The climate crisis no longer features in the coalition agreement. The press headlines are currently prioritizing other issues and green technologies are hardly getting any attention. However, the reality of the climate crisis has not disappeared. Companies are faced with the urgent task of making their business models fit for a climate-neutral future, not just for image reasons, but also with regard to the profitability of their companies. Sustainability has gone from being a sideshow, a nice-to-have, to a competitive factor.
This has long been accepted in the industry, Mittelstand and start-up scene. Investing in sustainability today will ensure security of supply, gains in efficiency, confidence of investors and a more resilient market position tomorrow. The Hinterland of Things conference shows just how serious entrepreneurs are about this. At the various panels, visitors heard how it works: with scalable solutions, concrete partnerships and the clear goal of bringing sustainable technologies into the economic mainstream.
Sustainability does not start with the image brochure, but deep within the structures of companies: in production processes, supply chains, energy flows and data systems. The claim must be: If you’re going to do it, do it right. Companies that only see ESG criteria as fulfilling a duty are falling short. It is much more important to understand green tech as an integral part of the business strategy. This is because climate protection measures usually address several problems at the same time – for example, process optimization not only achieves climate-relevant reductions, but also saves personnel costs at the same time through greater efficiency. “I think it’s important that we successfully manage the issues that lie ahead of us. I see them as an invitation to change our perspective,” says Jochen Ziervogel, Co-Founder Enpal.
Regulation was a dominant topic at the GreenTech panels. There is hardly anywhere as much of it as in Germany, which also results in losing some motivated founders to other countries.
However, Jochen Ziervogel invites people to change their own attitude: “Of course, energy is highly regulated in Germany, but the important step here is to enter into a joint dialog. Because everyone here actually shares the interest in changing something,” says Ziervogel.
He is one of numerous founders at the Hinterland of Things conference whose start-ups demonstrate that earlier visions of the future have long since become marketable today, with added value in both directions: Companies are reducing their emissions, saving energy costs and automating regulatory obligations. All thanks to tangible technology and not as a marketing gimmick, but with great savings potential. At Fernride, for example, this is already happening at the Port of Hamburg, where one person looks after four autonomous trucks and can provide support in the event of problems: “It works 95% of the time without any errors.”
A real hook lies in the consistent implementation of the circular economy. Those who think in terms of ecological cycles not only reduce waste, but also create new business models: by reusing resources, through shared platforms and by intelligently combining production, usage and recycling.
However, this only works with genuine collaboration – between start-ups, Mittelstand, research and capital. Hinterland has shown how it works: this is where those come together who not only think ideas, but also implement them.
There is also consensus on this point: many technologies are ready. What they often lack is the leap from niche to industrial scale. This requires not only capital, but three more things: courage to standardize, political support and clear target markets. “We have to plug the energy supply gap now, but we have to think more long-term and politicians have to set the course for this. That means building decentralized systems and tackling regulation,” says Florian Hildebrand, founder of greenlyte.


> [Description of the task] Filter the listing below, keeping only the lines with the word "waste".
*** Supplied data Section Begins ***
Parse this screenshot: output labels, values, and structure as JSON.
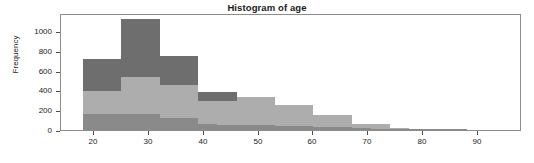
{
  "chart_data": {
    "type": "bar",
    "title": "Histogram of age",
    "xlabel": "",
    "ylabel": "Frequency",
    "xlim": [
      14,
      98
    ],
    "ylim": [
      0,
      1180
    ],
    "grid": false,
    "legend": null,
    "xticks": [
      20,
      30,
      40,
      50,
      60,
      70,
      80,
      90
    ],
    "yticks": [
      0,
      200,
      400,
      600,
      800,
      1000
    ],
    "bin_width": 3.5,
    "colors": {
      "series_back": "#6e6e6e",
      "series_mid": "#adadad",
      "series_front": "#8a8a8a",
      "frame": "#8c8c8c",
      "text": "#1a1a1a"
    },
    "series": [
      {
        "name": "back",
        "color": "#6e6e6e",
        "bin_starts": [
          18,
          21.5,
          25,
          28.5,
          32,
          35.5,
          39,
          42.5
        ],
        "values": [
          715,
          715,
          1120,
          1120,
          750,
          750,
          385,
          385
        ]
      },
      {
        "name": "mid",
        "color": "#adadad",
        "bin_starts": [
          18,
          21.5,
          25,
          28.5,
          32,
          35.5,
          39,
          42.5,
          46,
          49.5,
          53,
          56.5,
          60,
          63.5,
          67,
          70.5,
          74,
          77.5,
          81,
          84.5
        ],
        "values": [
          395,
          395,
          535,
          535,
          455,
          455,
          290,
          290,
          335,
          335,
          255,
          255,
          150,
          150,
          60,
          60,
          20,
          12,
          5,
          2
        ]
      },
      {
        "name": "front",
        "color": "#8a8a8a",
        "bin_starts": [
          18,
          21.5,
          25,
          28.5,
          32,
          35.5,
          39,
          42.5,
          46,
          49.5,
          53,
          56.5,
          60,
          63.5,
          67,
          70.5,
          74,
          77.5,
          81,
          84.5
        ],
        "values": [
          165,
          165,
          165,
          165,
          120,
          120,
          62,
          55,
          50,
          48,
          45,
          40,
          32,
          28,
          20,
          14,
          10,
          6,
          4,
          2
        ]
      }
    ]
  }
}
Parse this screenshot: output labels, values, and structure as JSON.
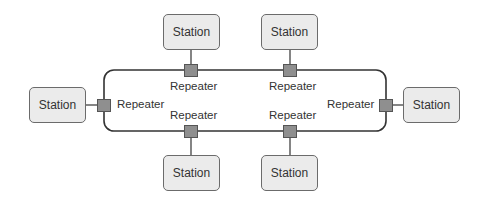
{
  "diagram": {
    "title": "",
    "type": "ring network topology",
    "colors": {
      "station_fill": "#ebebeb",
      "station_border": "#6b6b6b",
      "repeater_fill": "#8f8f8f",
      "line": "#333333"
    },
    "stations": [
      {
        "id": "top-left",
        "label": "Station"
      },
      {
        "id": "top-right",
        "label": "Station"
      },
      {
        "id": "left",
        "label": "Station"
      },
      {
        "id": "right",
        "label": "Station"
      },
      {
        "id": "bottom-left",
        "label": "Station"
      },
      {
        "id": "bottom-right",
        "label": "Station"
      }
    ],
    "repeaters": [
      {
        "id": "top-left",
        "label": "Repeater"
      },
      {
        "id": "top-right",
        "label": "Repeater"
      },
      {
        "id": "left",
        "label": "Repeater"
      },
      {
        "id": "right",
        "label": "Repeater"
      },
      {
        "id": "bottom-left",
        "label": "Repeater"
      },
      {
        "id": "bottom-right",
        "label": "Repeater"
      }
    ]
  }
}
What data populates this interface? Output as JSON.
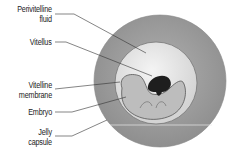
{
  "diagram": {
    "labels": [
      {
        "id": "perivitelline-fluid",
        "line1": "Perivitelline",
        "line2": "fluid"
      },
      {
        "id": "vitellus",
        "line1": "Vitellus"
      },
      {
        "id": "vitelline-membrane",
        "line1": "Vitelline",
        "line2": "membrane"
      },
      {
        "id": "embryo",
        "line1": "Embryo"
      },
      {
        "id": "jelly-capsule",
        "line1": "Jelly",
        "line2": "capsule"
      }
    ],
    "colors": {
      "jelly": "#9a9a9a",
      "fluid": "#e6e6e6",
      "embryo": "#bdbdbd",
      "vitellus": "#1e1e1e",
      "line": "#333333"
    }
  }
}
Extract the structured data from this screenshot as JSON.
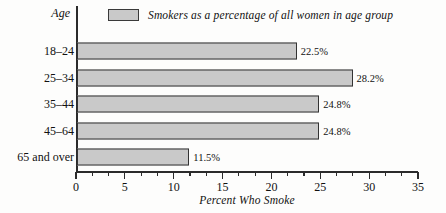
{
  "chart_data": {
    "type": "bar",
    "orientation": "horizontal",
    "title": "",
    "xlabel": "Percent Who Smoke",
    "ylabel": "Age",
    "categories": [
      "18–24",
      "25–34",
      "35–44",
      "45–64",
      "65 and over"
    ],
    "values": [
      22.5,
      28.2,
      24.8,
      24.8,
      11.5
    ],
    "value_labels": [
      "22.5%",
      "28.2%",
      "24.8%",
      "24.8%",
      "11.5%"
    ],
    "series": [
      {
        "name": "Smokers as a percentage of all women in age group",
        "values": [
          22.5,
          28.2,
          24.8,
          24.8,
          11.5
        ]
      }
    ],
    "xlim": [
      0,
      35
    ],
    "xticks": [
      0,
      5,
      10,
      15,
      20,
      25,
      30,
      35
    ],
    "xtick_labels": [
      "0",
      "5",
      "10",
      "15",
      "20",
      "25",
      "30",
      "35"
    ],
    "minor_ticks_per_interval": 2,
    "grid": false,
    "legend": {
      "position": "top",
      "entries": [
        "Smokers as a percentage of all women in age group"
      ]
    },
    "colors": {
      "bar_fill": "#c9c9c9",
      "bar_border": "#333333",
      "axis": "#2b2b2b",
      "text": "#111111",
      "background": "#fdfdfc"
    }
  },
  "axis_title": {
    "y": "Age"
  },
  "caption": {
    "x": "Percent Who Smoke"
  }
}
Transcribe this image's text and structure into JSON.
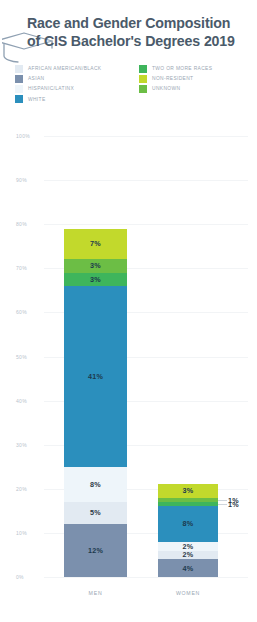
{
  "header": {
    "title_line1": "Race and Gender Composition",
    "title_line2": "of CIS Bachelor's Degrees 2019",
    "icon": "graduation-cap-icon"
  },
  "legend": {
    "left": [
      {
        "label": "AFRICAN AMERICAN/BLACK",
        "color": "#e2eaf2"
      },
      {
        "label": "ASIAN",
        "color": "#7b90ad"
      },
      {
        "label": "HISPANIC/LATINX",
        "color": "#eef5fa"
      },
      {
        "label": "WHITE",
        "color": "#2b8fbd"
      }
    ],
    "right": [
      {
        "label": "TWO OR MORE RACES",
        "color": "#3eb55c"
      },
      {
        "label": "NON-RESIDENT",
        "color": "#c2d92c"
      },
      {
        "label": "UNKNOWN",
        "color": "#6cbe45"
      }
    ]
  },
  "chart_data": {
    "type": "bar",
    "subtype": "stacked-bar",
    "title": "Race and Gender Composition of CIS Bachelor's Degrees 2019",
    "xlabel": "",
    "ylabel": "",
    "ylim": [
      0,
      100
    ],
    "yticks": [
      "0%",
      "10%",
      "20%",
      "30%",
      "40%",
      "50%",
      "60%",
      "70%",
      "80%",
      "90%",
      "100%"
    ],
    "grid": true,
    "legend_position": "top",
    "categories": [
      "MEN",
      "WOMEN"
    ],
    "series": [
      {
        "name": "ASIAN",
        "color": "#7b90ad",
        "values": [
          12,
          4
        ],
        "labels": [
          "12%",
          "4%"
        ]
      },
      {
        "name": "AFRICAN AMERICAN/BLACK",
        "color": "#e2eaf2",
        "values": [
          5,
          2
        ],
        "labels": [
          "5%",
          "2%"
        ]
      },
      {
        "name": "HISPANIC/LATINX",
        "color": "#eef5fa",
        "values": [
          8,
          2
        ],
        "labels": [
          "8%",
          "2%"
        ]
      },
      {
        "name": "WHITE",
        "color": "#2b8fbd",
        "values": [
          41,
          8
        ],
        "labels": [
          "41%",
          "8%"
        ]
      },
      {
        "name": "TWO OR MORE RACES",
        "color": "#3eb55c",
        "values": [
          3,
          1
        ],
        "labels": [
          "3%",
          "1%"
        ]
      },
      {
        "name": "UNKNOWN",
        "color": "#6cbe45",
        "values": [
          3,
          1
        ],
        "labels": [
          "3%",
          "1%"
        ]
      },
      {
        "name": "NON-RESIDENT",
        "color": "#c2d92c",
        "values": [
          7,
          3
        ],
        "labels": [
          "7%",
          "3%"
        ]
      }
    ],
    "totals": [
      79,
      21
    ]
  }
}
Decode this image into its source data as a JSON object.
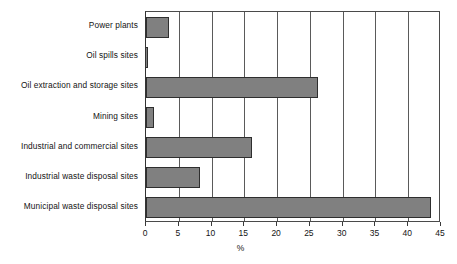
{
  "chart_data": {
    "type": "bar",
    "orientation": "horizontal",
    "title": "",
    "subtitle": "",
    "xlabel": "%",
    "ylabel": "",
    "xlim": [
      0,
      45
    ],
    "xticks": [
      0,
      5,
      10,
      15,
      20,
      25,
      30,
      35,
      40,
      45
    ],
    "xtick_labels": [
      "0",
      "5",
      "10",
      "15",
      "20",
      "25",
      "30",
      "35",
      "40",
      "45"
    ],
    "grid": true,
    "grid_axis": "x",
    "legend": false,
    "legend_position": "none",
    "bar_fill_color": "#808080",
    "bar_edge_color": "#2e2e2e",
    "axis_color": "#3a3a3a",
    "background_color": "#ffffff",
    "categories": [
      "Power plants",
      "Oil spills sites",
      "Oil extraction and storage sites",
      "Mining sites",
      "Industrial and commercial sites",
      "Industrial waste disposal sites",
      "Municipal waste disposal sites"
    ],
    "values": [
      3.5,
      0.3,
      26.2,
      1.2,
      16.1,
      8.2,
      43.5
    ],
    "series": [
      {
        "name": "Share of contaminated sites",
        "values": [
          3.5,
          0.3,
          26.2,
          1.2,
          16.1,
          8.2,
          43.5
        ]
      }
    ],
    "annotations": []
  }
}
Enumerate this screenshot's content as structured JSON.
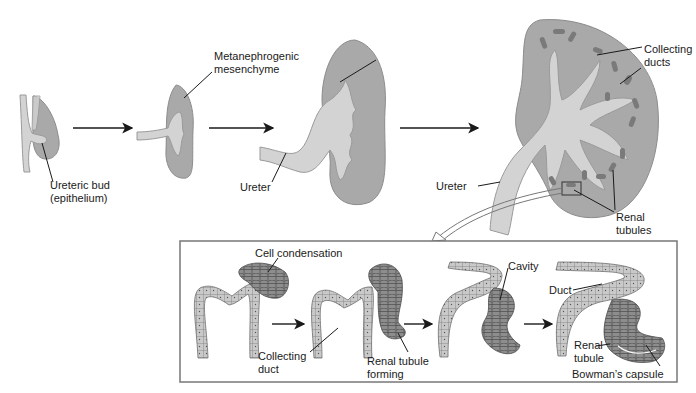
{
  "diagram": {
    "stages_top": [
      {
        "id": "stage-1",
        "labels": [
          "Ureteric bud",
          "(epithelium)"
        ]
      },
      {
        "id": "stage-2",
        "labels": [
          "Metanephrogenic",
          "mesenchyme"
        ]
      },
      {
        "id": "stage-3",
        "labels": [
          "Ureter"
        ]
      },
      {
        "id": "stage-4",
        "labels": [
          "Collecting",
          "ducts",
          "Ureter",
          "Renal",
          "tubules"
        ]
      }
    ],
    "labels": {
      "ureteric_bud_1": "Ureteric bud",
      "ureteric_bud_2": "(epithelium)",
      "metaneph_1": "Metanephrogenic",
      "metaneph_2": "mesenchyme",
      "ureter_stage3": "Ureter",
      "collecting_ducts_1": "Collecting",
      "collecting_ducts_2": "ducts",
      "ureter_stage4": "Ureter",
      "renal_tubules_1": "Renal",
      "renal_tubules_2": "tubules"
    },
    "inset": {
      "labels": {
        "cell_condensation": "Cell condensation",
        "collecting_duct_1": "Collecting",
        "collecting_duct_2": "duct",
        "renal_tubule_forming_1": "Renal tubule",
        "renal_tubule_forming_2": "forming",
        "cavity": "Cavity",
        "duct": "Duct",
        "renal_tubule_1": "Renal",
        "renal_tubule_2": "tubule",
        "bowmans_capsule": "Bowman’s capsule"
      }
    },
    "colors": {
      "mesenchyme": "#a9a9a9",
      "epithelium": "#d3d3d3",
      "tubule": "#7a7a7a",
      "line": "#1a1a1a"
    }
  }
}
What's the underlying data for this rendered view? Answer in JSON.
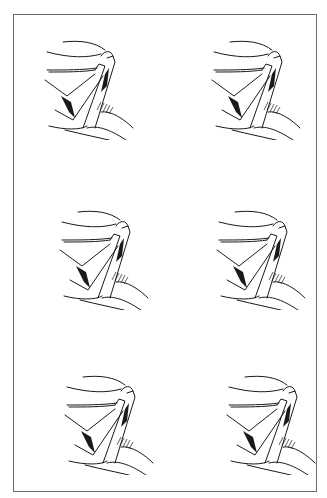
{
  "figure": {
    "caption": "",
    "frame": {
      "x": 13,
      "y": 14,
      "width": 304,
      "height": 478,
      "border_color": "#6a6a6a"
    },
    "ink_color": "#1a1a1a",
    "panels": [
      {
        "id": "panel-1",
        "row": 1,
        "col": 1,
        "x": 25,
        "y": 30,
        "variant": "ring-open-narrow"
      },
      {
        "id": "panel-2",
        "row": 1,
        "col": 2,
        "x": 190,
        "y": 30,
        "variant": "ring-open-double-lip"
      },
      {
        "id": "panel-3",
        "row": 2,
        "col": 1,
        "x": 40,
        "y": 200,
        "variant": "ring-flat-top"
      },
      {
        "id": "panel-4",
        "row": 2,
        "col": 2,
        "x": 195,
        "y": 200,
        "variant": "ring-flat-top-thin"
      },
      {
        "id": "panel-5",
        "row": 3,
        "col": 1,
        "x": 45,
        "y": 365,
        "variant": "ring-stepped"
      },
      {
        "id": "panel-6",
        "row": 3,
        "col": 2,
        "x": 205,
        "y": 365,
        "variant": "ring-double-hook"
      }
    ]
  }
}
*** Supplied data Section Ends ***
> [Response for this exercise]
      "Industrial waste disposal sites",
      "Municipal waste disposal sites"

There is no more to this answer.